For years, foreign bankers trekked to Beijing to sell the gospel of financial liberalization, telling Chinese officials to float their currency and open their capital account. But look closer at the China model, and it is clear that it is not so easily replicated. Yes it can.

Or at least for the foreseeable future. There are some obvious reasons why. But all were effectively U. Japan and South Korea are also smaller and more homogeneous societies, lacking the vast continental reach of China and its multitude of clashing nationalities and ethnic groups. And needless to say, none underwent a communist revolution whose founding principle was driving foreign imperialists out of the country. Over the last three decades, the party has enacted a broad array of economic reforms, even as it has clamped down hard on dissent.

The freedom to consume — be it in the form of cars, real estate, or well-stocked supermarkets — is much more attractive than vague notions of democracy, especially when individuals pushing for political reform could lose their livelihoods and even their freedom. The cost of opposing the party is prohibitively high. All this is why some analysts see splits within the party as a more likely vehicle for political change.

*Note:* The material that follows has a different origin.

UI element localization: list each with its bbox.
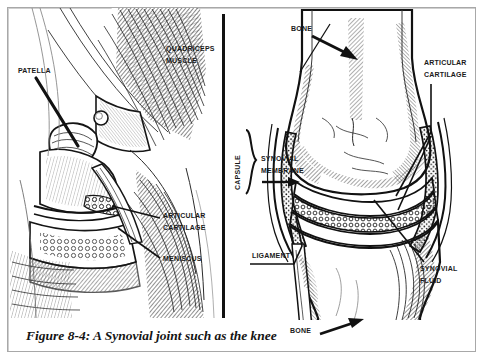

But highlighting these differences can obscure the larger reality. Since , when the party split at the top and almost came asunder, the cardinal rule has been no public divisions in the Politburo. Today, top-level cooperation is as much the norm as debilitating factional competition. Xi Jinping, the heir apparent, is set to take over at the next party congress in For the Chinese, the United States looks increasingly like a banana republic by comparison.

The idea that China would one day become a democracy was always a Western notion, born of our theories about how political systems evolve. Yet all evidence so far suggests these theories are wrong. Now that all the major U. Shusha was the key to the recent war between Azerbaijan and Armenia.